We know that’s not the answer. Those aren’t bad things, but that’s not the essence of being female. In fact, I know just as many men who fit the above descriptions as I do women. We could talk about the differences between men and women. There are some, physically and emotionally. But the humanness of us has more similarities.

What does it mean to be female? Some would say that it means being a wife and a mother. Those are elements, but not a definition. After all, that would exclude people like me who don’t have children and would exclude many women who are single. Here’s what I think: It means created by God to enjoy Him, to enjoy my husband and my family and my friends and the gifts God gave us, to serve Him and to love my neighbor as myself.

A Funny Thing Happened on the Way to the Forum

Two things–no, three–happened today (well, yesterday by the time you read this post) that made me stop and consider my writing.
First, I had nightmares last night that kept me from sleeping well. Awake every half hour until I got up at six–yes, that’s six in the morning, which I happen to consider an ungodly hour. When I’m queen of the world, it will be outlawed. My insomnia has decided to make itself known again the past several nights. Basically, the first seasoning in the recipe is exhaustion, which never bodes well in my thinking life. Well, I think I’m thinking brilliant thoughts, but I’ve been told they’re not as astute as I might imagine.

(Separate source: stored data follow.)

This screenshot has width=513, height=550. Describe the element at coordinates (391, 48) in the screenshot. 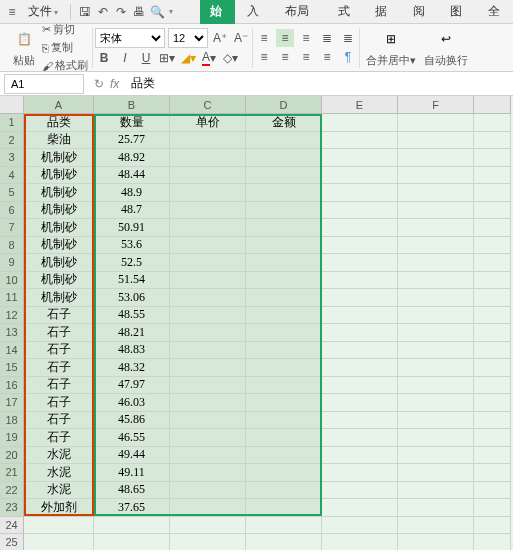

I see `merge-group: ⊞ 合并居中▾` at that location.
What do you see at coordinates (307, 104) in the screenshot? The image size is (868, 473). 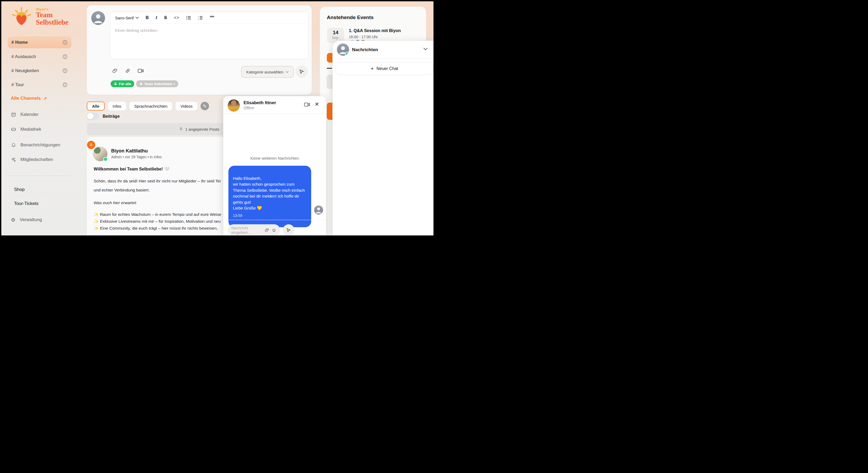 I see `video-call-icon` at bounding box center [307, 104].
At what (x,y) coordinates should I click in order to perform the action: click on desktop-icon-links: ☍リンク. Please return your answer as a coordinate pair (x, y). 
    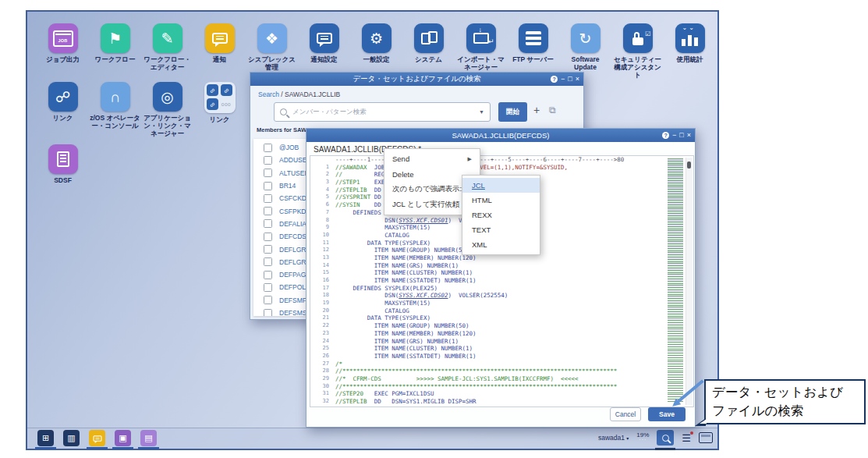
    Looking at the image, I should click on (62, 110).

Second (if I can remember after that rambling), there were some new comments on old posts found in my sidebar "pontifications." I don’t pontificate much anymore. I don’t have these posts that make my readers stop and go, "oooooh, wow" and snap, snap, snap with head donned in beret. Have I used up all my oooooh, wow thoughts? Has my shiny dulled? Or have I just gotten lazy?

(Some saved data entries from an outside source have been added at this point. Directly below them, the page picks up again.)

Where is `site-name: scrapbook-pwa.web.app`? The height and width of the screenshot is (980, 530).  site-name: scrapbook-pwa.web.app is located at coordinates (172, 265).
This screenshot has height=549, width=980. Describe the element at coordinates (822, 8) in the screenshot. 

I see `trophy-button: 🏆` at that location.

Third, I did some research on possibilities for publication. I mean true publication, not just, "Heather Goodman is published on her blog" publication and found some interesting opportunities for memoirs (well, one in particular excited me before I discovered that it is no longer in publication–c’est la vie, which I think is French or something). When I started this writing journey thingie, I wrote just that. Memoirs. I had read Alexandra Fuller and Don Miller and thought, hey, why not? Surely I have something to recount.
Except I don’t. Not a darned thing. Seriously? What do I have to tell? Well, there was the time when I was oh, about five and thought my younger sister was being hit by a car. You see, she was riding her Hot Wheels. (How I long for my Strawberry Shortcake Hot Wheels sometimes–we rode them around our patio making streets between the picnic table and benches and chairs complete with lights and everything.) When she (my sister, the story is about her, if I can ever stop interrupting myself–remember, no sleep) saw a car backing out of a driveway, like a good citizen, she stopped and waited. But her stop was too close to the car’s path and the bumper knocked it down. I, being the responsible older sister, went screaming into the house, where my mother was. Cheryl’s being hit by a car! Cheryl’s being hit by a car! Dad was already outside and to her rescue. No damage was done.
The end.
See how much I loved her? I was devastated.

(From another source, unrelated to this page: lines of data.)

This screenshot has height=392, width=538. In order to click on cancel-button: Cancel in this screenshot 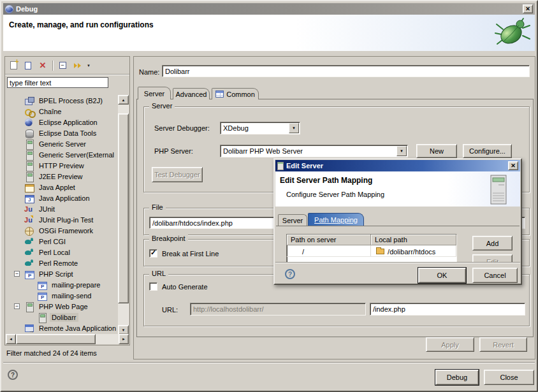, I will do `click(495, 275)`.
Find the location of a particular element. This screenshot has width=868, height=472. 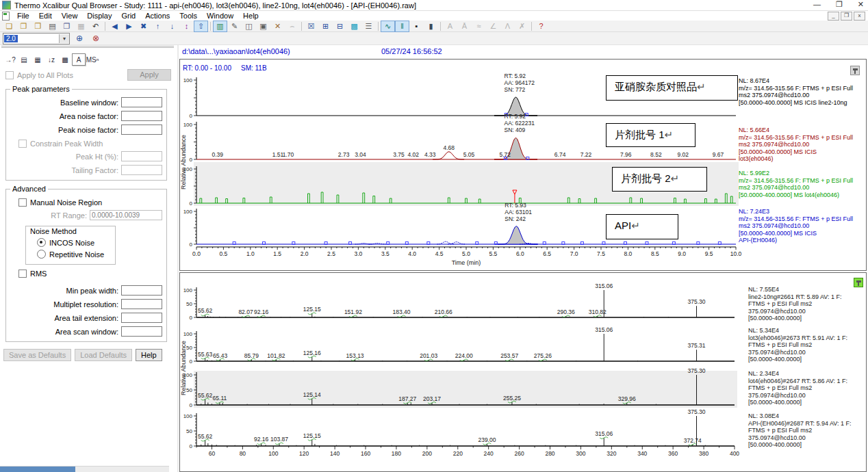

status-tab: ▦ is located at coordinates (38, 60).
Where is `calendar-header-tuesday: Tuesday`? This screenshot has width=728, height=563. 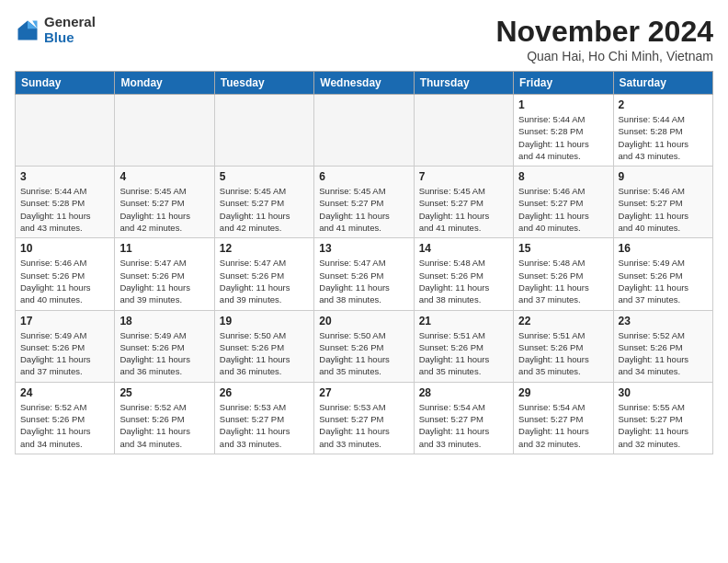
calendar-header-tuesday: Tuesday is located at coordinates (264, 83).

Of course, then there’s the time when I almost beat her up because I thought she was cheating at Go Fish.
These stories lack something. What is it, what is it? Oh, interest. Yeah, that’s it. I blame my parents. If they weren’t so loving and caring, if only I had had a worse childhood, then I’d have all of these powerful stories to pen and ooooh, wow the world.
Hence my foray into fiction.
Who knows? Maybe I’ll foray myself back. I’ll pontificate and dredge up some repressed memory of getting lost at Woolworth’s (Mom still insists she was only an aisle away, but I think that’s her cover up). Or I can talk about the attempt to pay bills in our household, which is a comedy funnier than Bill Cosby’s Himself (which never fails to have me snorting).

* Note to God: this is not a request for more hardship in my life.